NASA’s Robonaut 2 Droid Gets Its Legs on Space Station
Look out, astronauts – your companion robot on the International Space Station is now mobile! NASA’s Robonaut 2 has received a set of legs that will help it move around the station, and will eventually enable the bot to work on repairs both inside and outside the orbiting outpost.
NASA astronaut Steve Swanson, who commanded the station’s Expedition 40 crew, helped attach the appendages to the humanoid robot in late August before returning to Earth last week. The legs will help the robot move around the space station to complete simple tasks. Later this year, after a few changes to its upper body, later this year, Robonaut 2 will use its new legsto venture outside for its first spacewalk as well.
“You can only do so much if you’re fixed on a stanchion, which is what we’ve been on for the past couple of years,” Ron Diftler, principal investigator for the Robonaut project, said in a televised interview on NASA Television. “With the addition of legs, we’ll be able to go mobile.” [See photos of NASA’s Robonaut 2 humanoid robot]
“In space, you don’t use your human legs in the way you use them on the ground,” Diftler said. “We didn’t adhere to the human form because it didn’t make any sense.”NASA researchers did not even have legs in mind when they sent Robonaut 2 to the space station in 2011, but it was possible to add the appendages with some upgrades to the robot’s wiring and computer systems.”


Work request: Find each line of the material below in which the word "ADDED" occurs, and return it.
__________
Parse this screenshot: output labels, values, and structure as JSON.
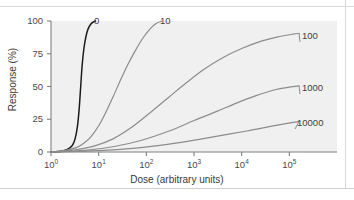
{
  "chart_data": {
    "type": "line",
    "title": "",
    "xlabel": "Dose (arbitrary units)",
    "ylabel": "Response (%)",
    "xscale": "log",
    "xlim": [
      1,
      1000000
    ],
    "ylim": [
      0,
      100
    ],
    "grid": false,
    "legend_position": "inline-curve-labels",
    "plot_background": "#f0f0f0",
    "xticks": [
      {
        "label": "10",
        "exponent": "0",
        "value": 1
      },
      {
        "label": "10",
        "exponent": "1",
        "value": 10
      },
      {
        "label": "10",
        "exponent": "2",
        "value": 100
      },
      {
        "label": "10",
        "exponent": "3",
        "value": 1000
      },
      {
        "label": "10",
        "exponent": "4",
        "value": 10000
      },
      {
        "label": "10",
        "exponent": "5",
        "value": 100000
      }
    ],
    "yticks": [
      "0",
      "25",
      "50",
      "75",
      "100"
    ],
    "series": [
      {
        "name": "0",
        "label": "0",
        "color": "#1c1c1c",
        "points": [
          [
            1.0,
            0.0
          ],
          [
            1.6,
            0.6
          ],
          [
            2.2,
            2.0
          ],
          [
            2.8,
            5.0
          ],
          [
            3.2,
            10.0
          ],
          [
            3.6,
            20.0
          ],
          [
            3.9,
            33.0
          ],
          [
            4.2,
            50.0
          ],
          [
            4.5,
            66.0
          ],
          [
            4.9,
            79.0
          ],
          [
            5.4,
            88.0
          ],
          [
            6.0,
            94.0
          ],
          [
            6.8,
            97.5
          ],
          [
            7.6,
            99.2
          ],
          [
            8.6,
            100.0
          ]
        ]
      },
      {
        "name": "10",
        "label": "10",
        "color": "#8c8c8c",
        "points": [
          [
            1.0,
            0.0
          ],
          [
            2.0,
            1.2
          ],
          [
            3.5,
            3.5
          ],
          [
            5.0,
            7.0
          ],
          [
            7.0,
            12.0
          ],
          [
            10.0,
            20.0
          ],
          [
            14.0,
            30.0
          ],
          [
            20.0,
            42.0
          ],
          [
            28.0,
            54.0
          ],
          [
            40.0,
            66.0
          ],
          [
            58.0,
            77.0
          ],
          [
            85.0,
            87.0
          ],
          [
            120.0,
            94.0
          ],
          [
            160.0,
            98.0
          ],
          [
            210.0,
            100.0
          ]
        ]
      },
      {
        "name": "100",
        "label": "100",
        "color": "#8c8c8c",
        "points": [
          [
            1.0,
            0.0
          ],
          [
            3.0,
            1.5
          ],
          [
            8.0,
            4.5
          ],
          [
            20.0,
            10.0
          ],
          [
            50.0,
            19.0
          ],
          [
            120.0,
            30.0
          ],
          [
            300.0,
            42.0
          ],
          [
            700.0,
            53.0
          ],
          [
            1600.0,
            63.0
          ],
          [
            4000.0,
            72.0
          ],
          [
            10000.0,
            79.0
          ],
          [
            25000.0,
            84.5
          ],
          [
            60000.0,
            88.0
          ],
          [
            120000.0,
            90.0
          ],
          [
            160000.0,
            90.5
          ]
        ]
      },
      {
        "name": "1000",
        "label": "1000",
        "color": "#8c8c8c",
        "points": [
          [
            1.0,
            0.0
          ],
          [
            5.0,
            1.2
          ],
          [
            20.0,
            4.0
          ],
          [
            80.0,
            9.0
          ],
          [
            300.0,
            16.0
          ],
          [
            1000.0,
            24.0
          ],
          [
            3000.0,
            31.0
          ],
          [
            8000.0,
            37.5
          ],
          [
            20000.0,
            43.0
          ],
          [
            50000.0,
            47.5
          ],
          [
            100000.0,
            49.5
          ],
          [
            160000.0,
            50.5
          ]
        ]
      },
      {
        "name": "10000",
        "label": "10000",
        "color": "#8c8c8c",
        "points": [
          [
            1.0,
            0.0
          ],
          [
            10.0,
            1.0
          ],
          [
            60.0,
            3.0
          ],
          [
            300.0,
            6.0
          ],
          [
            1200.0,
            9.5
          ],
          [
            5000.0,
            13.5
          ],
          [
            15000.0,
            16.5
          ],
          [
            40000.0,
            19.5
          ],
          [
            90000.0,
            21.8
          ],
          [
            160000.0,
            23.2
          ]
        ]
      }
    ],
    "curve_label_positions": [
      {
        "name": "0",
        "left": 94,
        "top": 16
      },
      {
        "name": "10",
        "left": 160,
        "top": 16
      },
      {
        "name": "100",
        "left": 302,
        "top": 31
      },
      {
        "name": "1000",
        "left": 302,
        "top": 83
      },
      {
        "name": "10000",
        "left": 297,
        "top": 118
      }
    ]
  }
}
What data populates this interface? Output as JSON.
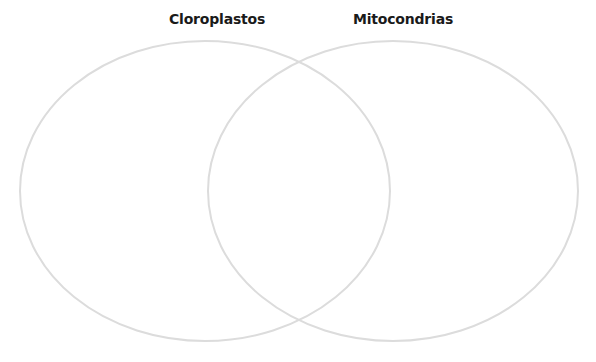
{
  "diagram": {
    "type": "venn",
    "sets": [
      {
        "id": "left",
        "label": "Cloroplastos",
        "cx": 205,
        "cy": 191,
        "rx": 185,
        "ry": 150,
        "stroke": "#dcdcdc"
      },
      {
        "id": "right",
        "label": "Mitocondrias",
        "cx": 393,
        "cy": 191,
        "rx": 185,
        "ry": 150,
        "stroke": "#dcdcdc"
      }
    ],
    "regions": {
      "left_only": "",
      "overlap": "",
      "right_only": ""
    }
  }
}
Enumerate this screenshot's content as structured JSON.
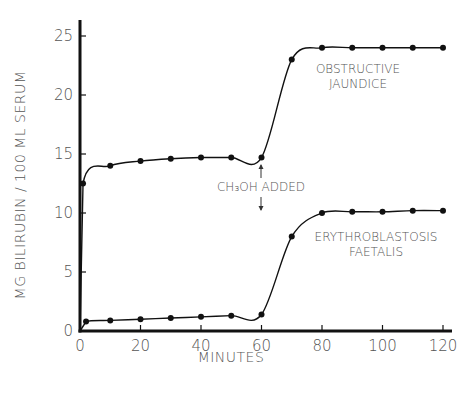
{
  "chart_data": {
    "type": "line",
    "title": "",
    "xlabel": "MINUTES",
    "ylabel": "MG BILIRUBIN / 100 ML SERUM",
    "xlim": [
      0,
      120
    ],
    "ylim": [
      0,
      25
    ],
    "x_ticks": [
      0,
      20,
      40,
      60,
      80,
      100,
      120
    ],
    "y_ticks": [
      0,
      5,
      10,
      15,
      20,
      25
    ],
    "grid": false,
    "series": [
      {
        "name": "OBSTRUCTIVE JAUNDICE",
        "label_lines": [
          "OBSTRUCTIVE",
          "JAUNDICE"
        ],
        "x": [
          0,
          1,
          10,
          20,
          30,
          40,
          50,
          60,
          70,
          80,
          90,
          100,
          110,
          120
        ],
        "y": [
          0,
          12.5,
          14.0,
          14.4,
          14.6,
          14.7,
          14.7,
          14.7,
          23.0,
          24.0,
          24.0,
          24.0,
          24.0,
          24.0
        ],
        "markers_from_index": 1
      },
      {
        "name": "ERYTHROBLASTOSIS FAETALIS",
        "label_lines": [
          "ERYTHROBLASTOSIS",
          "FAETALIS"
        ],
        "x": [
          0,
          2,
          10,
          20,
          30,
          40,
          50,
          60,
          70,
          80,
          90,
          100,
          110,
          120
        ],
        "y": [
          0,
          0.8,
          0.9,
          1.0,
          1.1,
          1.2,
          1.3,
          1.4,
          8.0,
          10.0,
          10.1,
          10.1,
          10.2,
          10.2
        ],
        "markers_from_index": 1
      }
    ],
    "annotations": [
      {
        "text": "CH3OH ADDED",
        "display": "CH₃OH ADDED",
        "x": 60,
        "arrows": "up and down"
      }
    ]
  },
  "labels": {
    "xlabel": "MINUTES",
    "ylabel": "MG BILIRUBIN / 100 ML SERUM",
    "annotation": "CH₃OH ADDED",
    "series0_l1": "OBSTRUCTIVE",
    "series0_l2": "JAUNDICE",
    "series1_l1": "ERYTHROBLASTOSIS",
    "series1_l2": "FAETALIS"
  }
}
__________
Answer for this exercise:
        "text": "CH3OH ADDED",
        "display": "CH₃OH ADDED",
    "annotation": "CH₃OH ADDED",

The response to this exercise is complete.